Wow, that is an impossible question! Well... I still think on the musical side Blues in the Night does that, because it's a combination of elements that are important to me theatrically and personally. And - my concept and production of 12 Angry Men did that. I'm a person who believes that whatever the problem is, if you go lock yourself in a room and talk about it openly and honestly, and/or argue about it and even fight about it, if you do that with an open heart and the right intentions, you can come to a better place. And both in the original and in my concept of the play, that's exactly what those guys had to do.

What was your concept for 12 Angry Men?

Well, interestingly, it was Obama-related again. It grew out of that moment with the Trayvon Martin case where Obama did in fact finally come forward and talk about racial issues, about the fact that young man could have been his son, or could have been him at a younger age. He was incredibly open and honest about it in a very heartfelt way.

And I said, "Okay, if he's brave enough to address this head-on like that, then I need to do something at the theater that addresses it in the same way." In one of those lightbulb moments that we sometimes luckily get, I said, "I'm going to do 12 Angry Men with six Black men and six white men, and try to discover what that does to the play without rewriting it at all."

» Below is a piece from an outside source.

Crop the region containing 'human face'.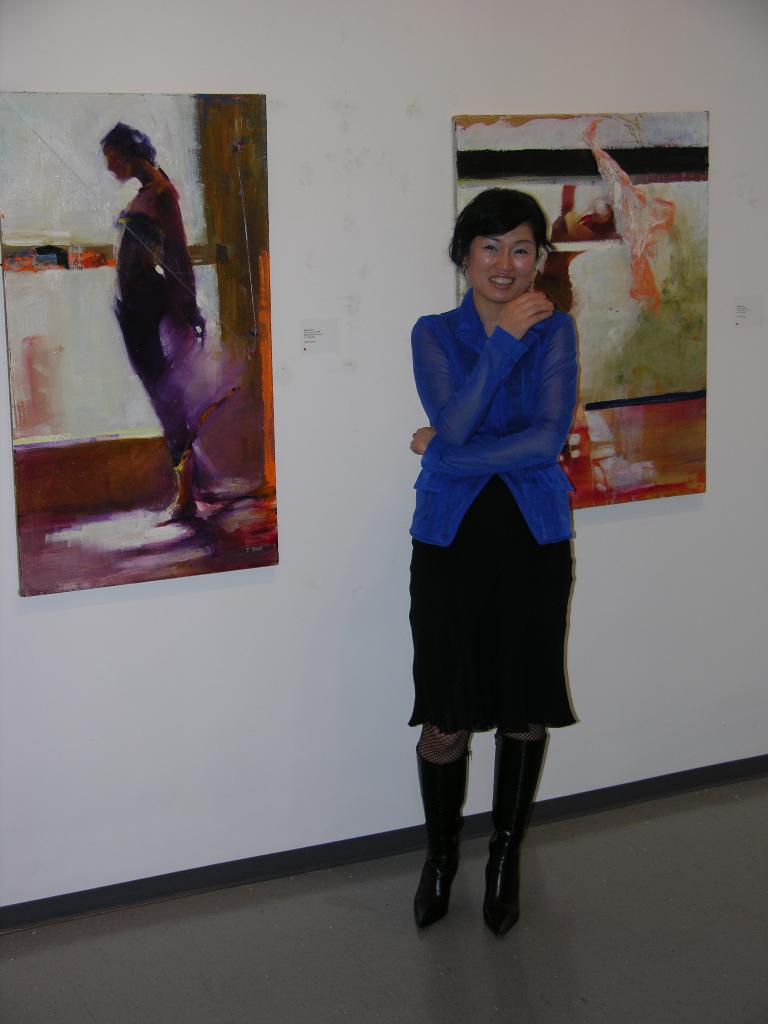
Crop region: [left=451, top=218, right=532, bottom=302].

What it did to the play was flabbergasting and overwhelming. It gave so much of the play a richness of subtext, which was perhaps already there to a certain degree, but resonated in a whole different way. There's a moment in the play when the vote is taken and the next character's line is "Huh... six to six. Whaddya think of that?" Well, when that vote is six Black men and six white men, that line suddenly has a tension and a combustibility that is amazing. And when you see the triumph of everybody coming around to doing the right thing by the end of the play, because they've faced not only the case and their prejudices about the case, but their prejudices about the other people in the room, it's just incredibly moving.

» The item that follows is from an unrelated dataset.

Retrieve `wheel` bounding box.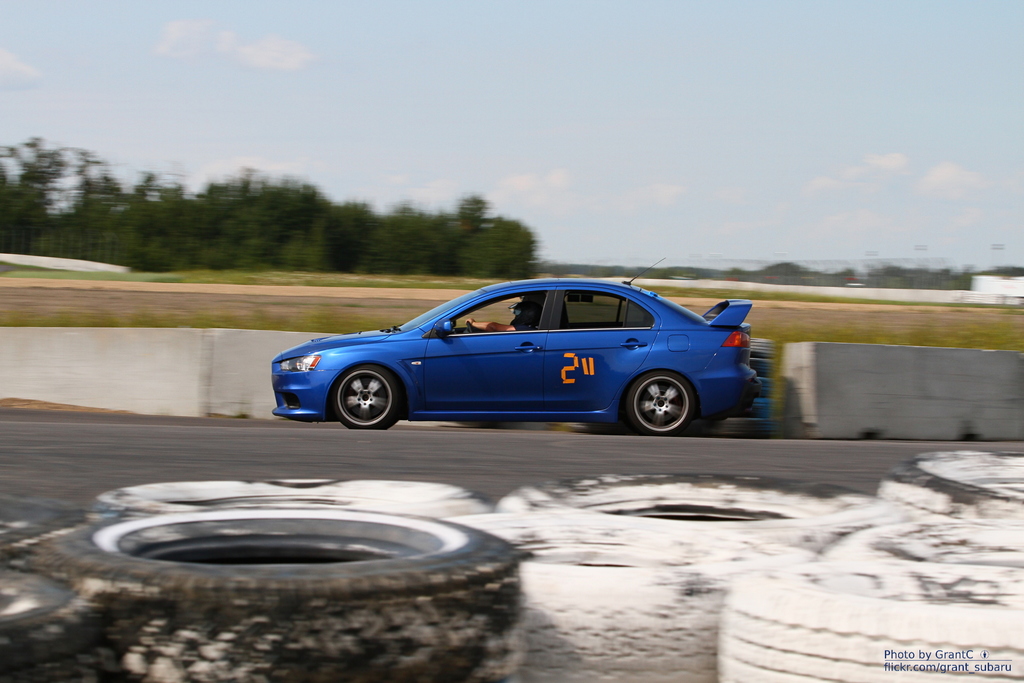
Bounding box: bbox=(326, 366, 409, 431).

That line you just quoted, if you didn't already know the play you would probably think "Oh, they just added that in for this production."

That's exactly right. And people did that, you know people constantly said, "Well, that line, you put that line in, right?" [laughs]

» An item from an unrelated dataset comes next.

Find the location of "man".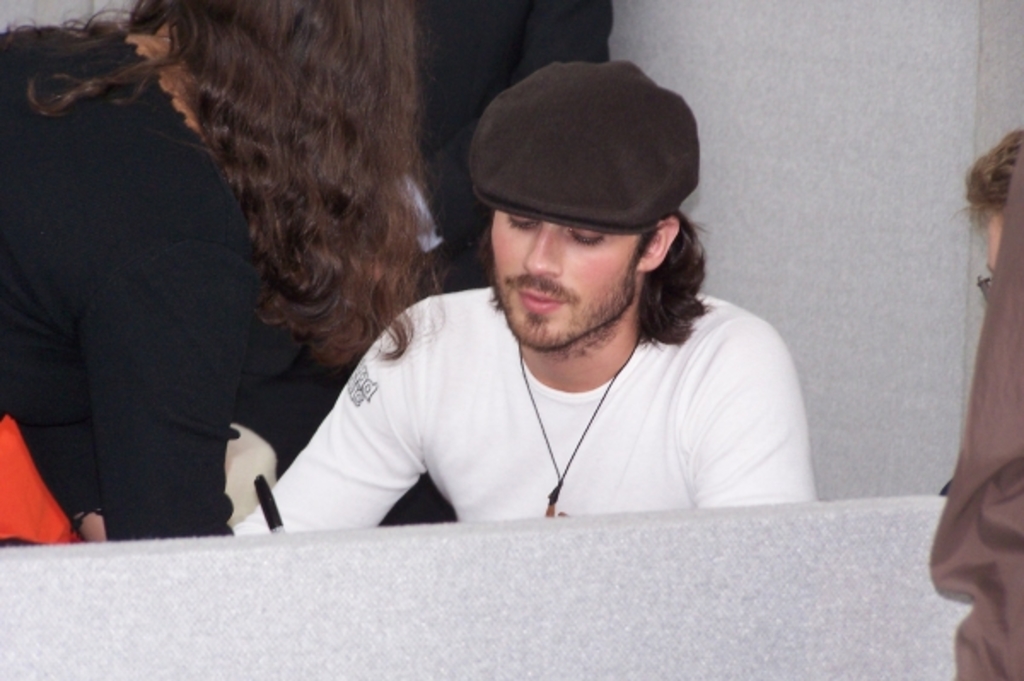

Since you don't appear to be retiring anytime soon, are there any plays you haven't gotten to direct yet that you'd really still love to have a go at?

This probably sounds like a really hubristic or arrogant answer, but...

Go for it!

- no. And it's just the good fortune of my life and the way it's occurred. Most directors have that shelf of plays on their wish list, but I guess because of my time at The Old Globe for four years where I got to choose many of the things I wanted to do and then 20 years of programming at Pasadena Playhouse, I've really taken all of those play off the shelf. I've gone through all of the plays I really wanted to do, that were really calling to me, and even all the styles of plays, which I realize I'm incredibly blessed and fortunate to have done.

So now I'm waiting for that thing to come along and be presented to me that gets my juices going. And fortunately, that has happened. I just did a play [by Martin Casella] called Miss Maude in Houston, Texas. And I did a new play [Deborah Brevoort's My Lord, What a Night] about the relationship between Albert Einstein and Marian Anderson at Ford's Theatre. So, yeah - I can't think of things that I'm longing to do that already exist. I'm really waiting for that new thing that has a great story or great situation or great characters to be put in front of me, that makes me leap up and say, "Okay, this is one I've gotta do!"